If therefore my work is negative, irreligious, atheistic, let it be remembered that atheism — at least in the sense of this work — is the secret of religion itself; that religion itself, not indeed on the surface, but fundamentally, not in intention or according to its own supposition, but in its heart, in its essence, believes in nothing else than the truth and divinity of human nature.

 
Ludwig Andreas Feuerbach
 

So we find that the three possible solutions of the great problem of increasing human energy are answered by the three words: food, peace, work. Many a year I have thought and pondered, lost myself in speculations and theories, considering man as a mass moved by a force, viewing his inexplicable movement in the light of a mechanical one, and applying the simple principles of mechanics to the analysis of the same until I arrived at these solutions, only to realize that they were taught to me in my early childhood. These three words sound the key-notes of the Christian religion. Their scientific meaning and purpose now clear to me: food to increase the mass, peace to diminish the retarding force, and work to increase the force accelerating human movement. These are the only three solutions which are possible of that great problem, and all of them have one object, one end, namely, to increase human energy.
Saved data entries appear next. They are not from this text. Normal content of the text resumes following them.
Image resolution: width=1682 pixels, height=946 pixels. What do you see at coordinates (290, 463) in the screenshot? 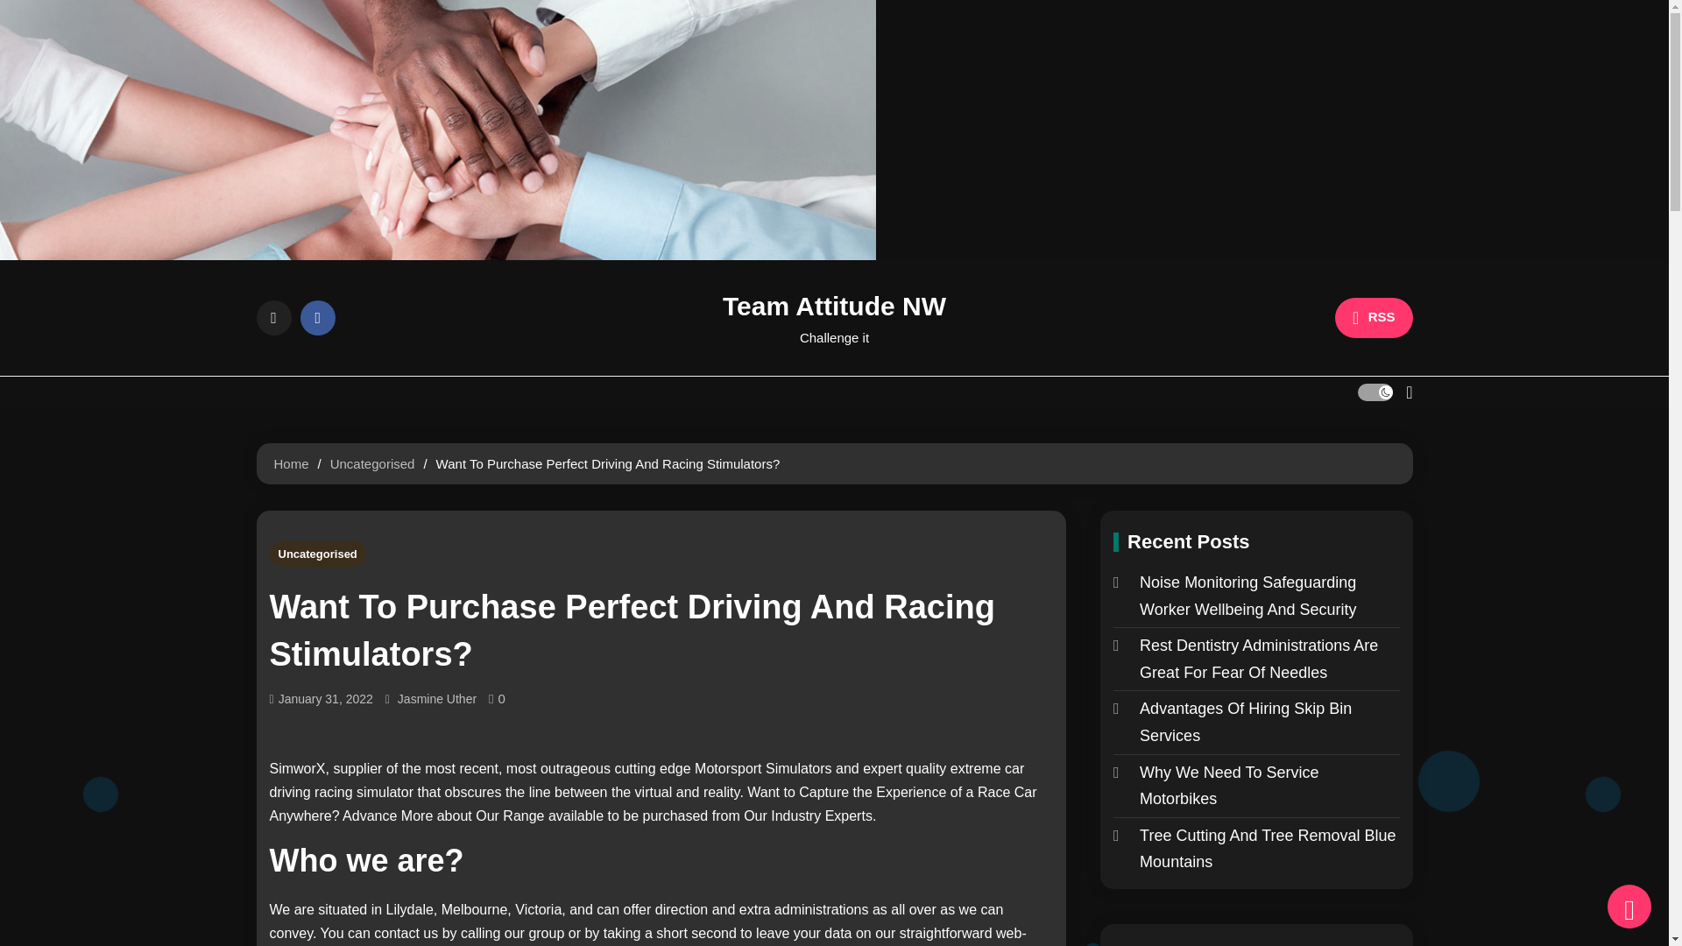
I see `Home` at bounding box center [290, 463].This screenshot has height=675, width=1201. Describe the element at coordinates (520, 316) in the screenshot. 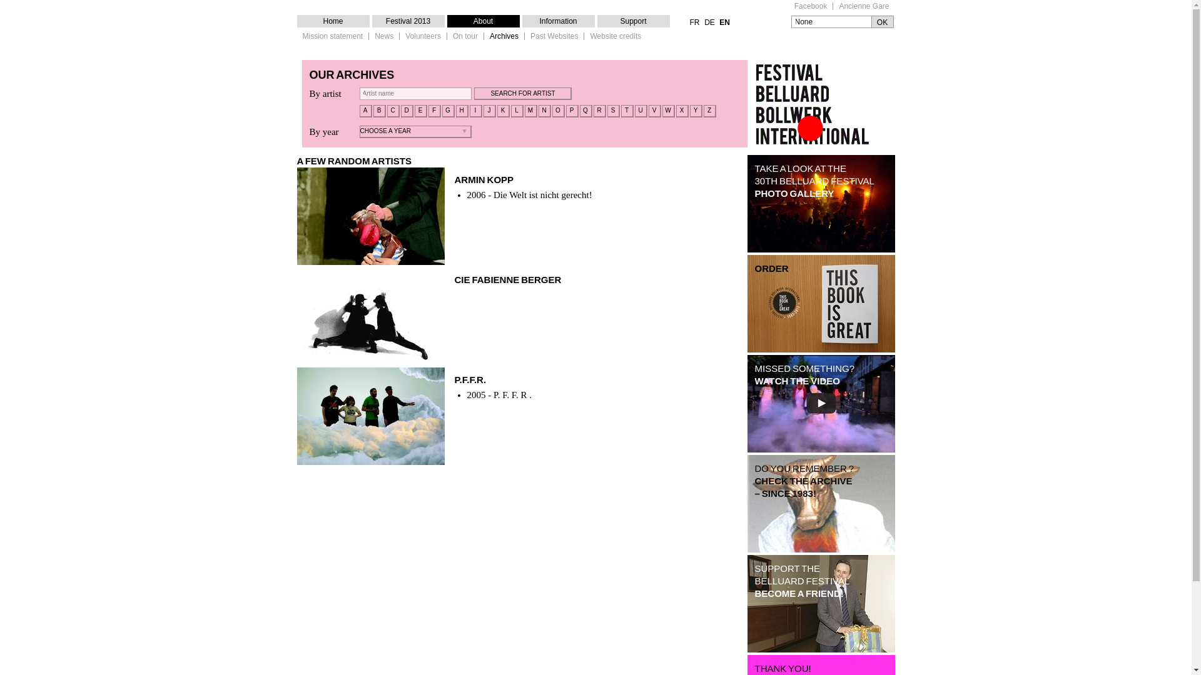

When we recognize this, we cannot help wondering how profoundly wise and scientific and how immensely practical the Christian religion is, and in what a marked contrast it stands in this respect to other religions. It is unmistakably the result of practical experiment and scientific observation which have extended through the ages, while other religions seem to be the outcome of merely abstract reasoning. Work, untiring effort, useful and accumulative, with periods of rest and recuperation aiming at higher efficiency, is its chief and ever-recurring command. Thus we are inspired both by Christianity and Science to do our utmost toward increasing the performance of mankind. This most important of human problems I shall now specifically consider.